25 “Space Policy Directive-3, National Space Traffic Management Policy,” The White House, June 18, 2018, https://trumpwhitehouse.archives.gov/presidential-actions/space-policy-directive-3-national-space-traffic-management-policy/.

26 “National Space Policy of the United States of America,” The White House, December 9, 2020, https://trumpwhitehouse.archives.gov/wp-content/uploads/2020/12/National-Space-Policy.pdf.

27 Nikita Perfilyev, “The Sino-Russian Space Entente,” Astropolitics 8, no. 1 (2010): 19–34, https://doi.org/10.1080/14777622.2010.494516; James Oberg, “International Perspectives: Russia,” in Towards the Theory of Spacepower: Selected Essays, ed. Charles D. Lutes and Peter L. Hays (Washington, D.C.: Institute for National Strategic Studies, 2009).

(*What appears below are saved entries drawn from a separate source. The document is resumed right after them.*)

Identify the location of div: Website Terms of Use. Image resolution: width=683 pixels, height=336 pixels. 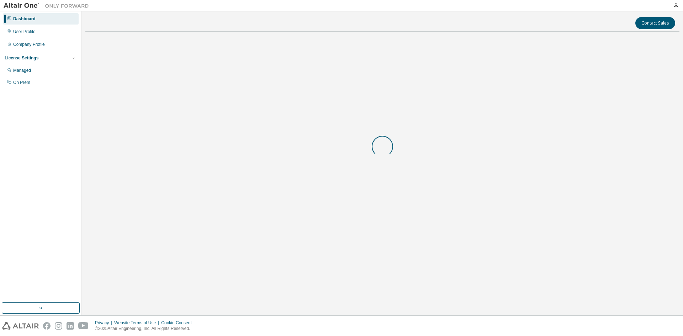
(138, 323).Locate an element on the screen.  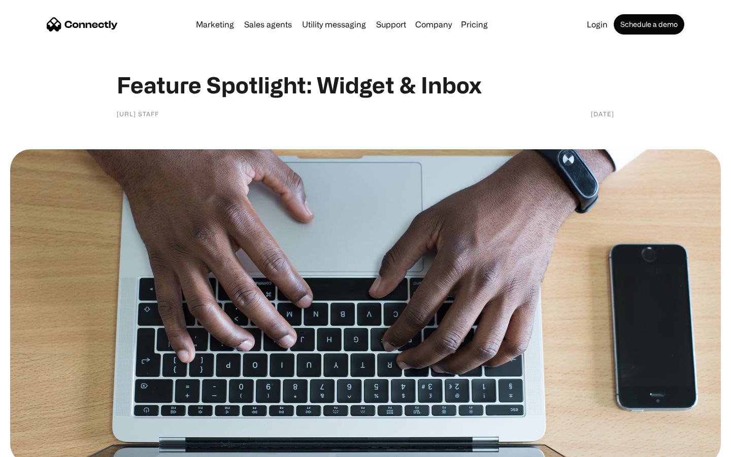
a: Pricing is located at coordinates (474, 24).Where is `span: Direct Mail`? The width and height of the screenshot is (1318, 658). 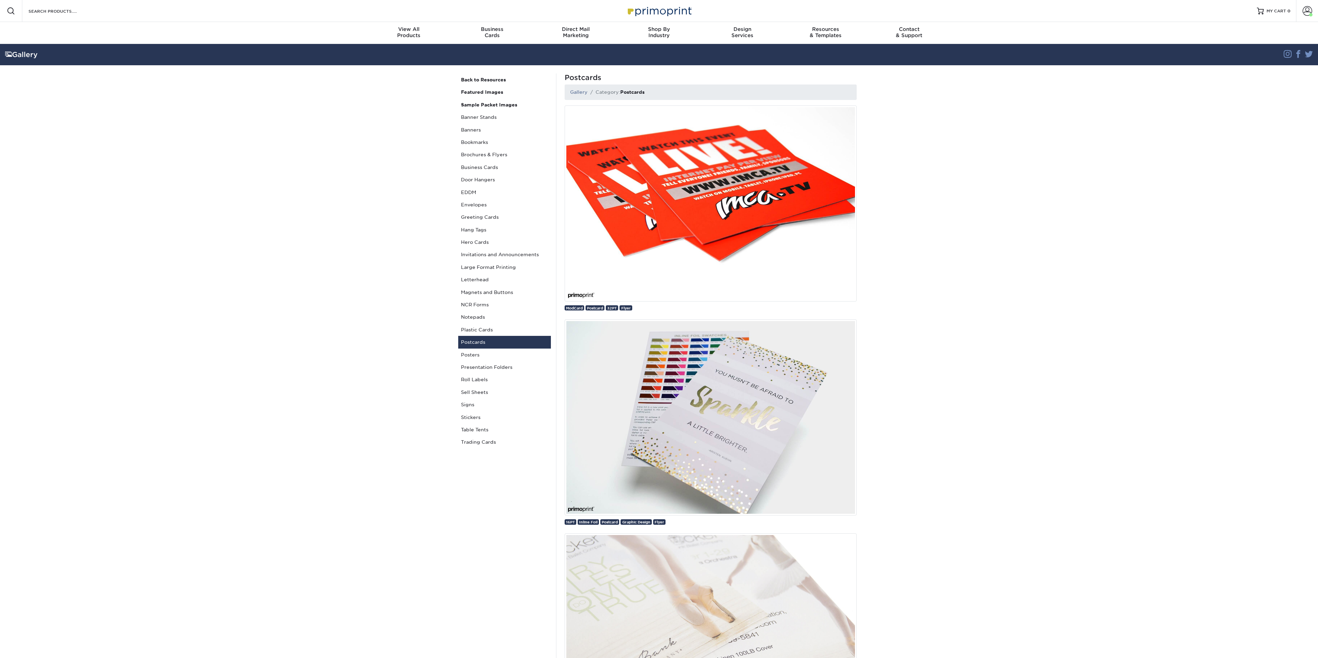
span: Direct Mail is located at coordinates (576, 29).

28 “International Lunar Research Station: Guide for Partnership,” CNSA, June 16, 2021, http://www.cnsa.gov.cn/english/n6465652/n6465653/c6812150/content.html.

29 A. J. Tellis, “China’s Military Space Strategy,” Survival 49, no. 3 (2007): 41–72, https://doi.org/10.1080/00396330701564752; ESPI, “ESPI Briefs No. 07 – China’s 2016 White Paper on Space: An Analysis,” 2017, https://espi.or.at/publications/espi-executive-briefs/category/5-espi-executive-briefs.

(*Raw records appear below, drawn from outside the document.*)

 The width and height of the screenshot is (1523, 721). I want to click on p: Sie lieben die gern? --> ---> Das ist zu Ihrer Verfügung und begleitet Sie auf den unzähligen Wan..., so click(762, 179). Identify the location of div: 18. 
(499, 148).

30 Kevin Pollpeter, Timothy Ditter, Anthony Miller, and Brian Waidelich, “China´s Space Narrative: Examining the Portrayal of the US-China Space Relations in Chinese Sources and its Implication for the United States,” 2020, https://www.airuniversity.af.edu/Portals/10/CASI/Conference-2020/CASI%20Conference%20China%20Space%20Narrative.pdf?ver=FGoQ8Wm2DypB4FaZDWuNTQ%3d%3d, 48.

31 Curtis J. Milhaupt and Li-Wen Lin, “We Are the (National) Champions: Understanding the Mechanisms of State Capitalism in China,” Stanford Law Review 65, no. 4 (2013): 697–759.

32 ESA is not an agency of the European Union (EU). It is, however, developing its own space projects like the Galileo navigational constellation and the Copernicus photoreconnaissance system for the EU.

34 Sheng-Chih Wang, Transatlantic Space Politics: Competition and Cooperation above the Clouds (New York: Routledge, 2013).

35 See Astropolitics 17:1 (2019).

36 Crotts, The New Moon, 307.

37 NASA, “NASA Announces Artemis Concept Awards for Nuclear Power on Moon,” 21st June 2022, available at https://www.nasa.gov/press-release/nasa-announces-artemis-concept-awards-for-nuclear-power-on-moon.

38 David Koebel et al., “Analysis of Landing Site Attributes for Future Missions Targeting the Rim of the Lunar South Pole Aitken Basin,” Acta Astronautica 80 (2012): 197–215, https://doi.org/10.1016/j.actaastro.2012.03.007.

39 Crotts, The New Moon, 221–35.

40 Martin Elvis, Tony Milligan, and Alanna Krolikowski, “The Peaks of Eternal Light: A Near-Term Property Issue on the Moon,” Space Policy 38 (2016): 31–32, https://doi.org/10.1016/j.spacepol.2016.05.011; Koebel et al., “Analysis of Landing Site Attributes for Future Missions Targeting the Rim of the Lunar South Pole Aitken Basin; and Crotts, The New Moon, 218.

41 Philipp Gläser et al., “Illumination Conditions at the Lunar Poles: Implications for Future Exploration,” Planetary and Space Science 162 (2018): 170–78, https://doi.org/10.1016/j.pss.2017.07.006.

42 See Jessica Flahaut et al., “Regions of Interest (ROI) for Future Exploration Missions to the Lunar South Pole,” Planetary and Space Science 180 (2020): 1–15, https://doi.org/10.1016/j.pss.2019.104750.

43 Ian A. Crawford, “Lunar Resources: A Review,” Progress in Physical Geography (2015): 149, https://doi.org/10.1177/0309133314567585.

44 Crotts, The New Moon, 238–49.

45 “Researchers Create First Global Map of Water in MOON’S soil,” Brown University, September 13, 2017, https://www.brown.edu/news/2017-09-13/moonwater.

Additional information

Funding

This work was supported by the Charles University Cooperatio Program, research area POLS.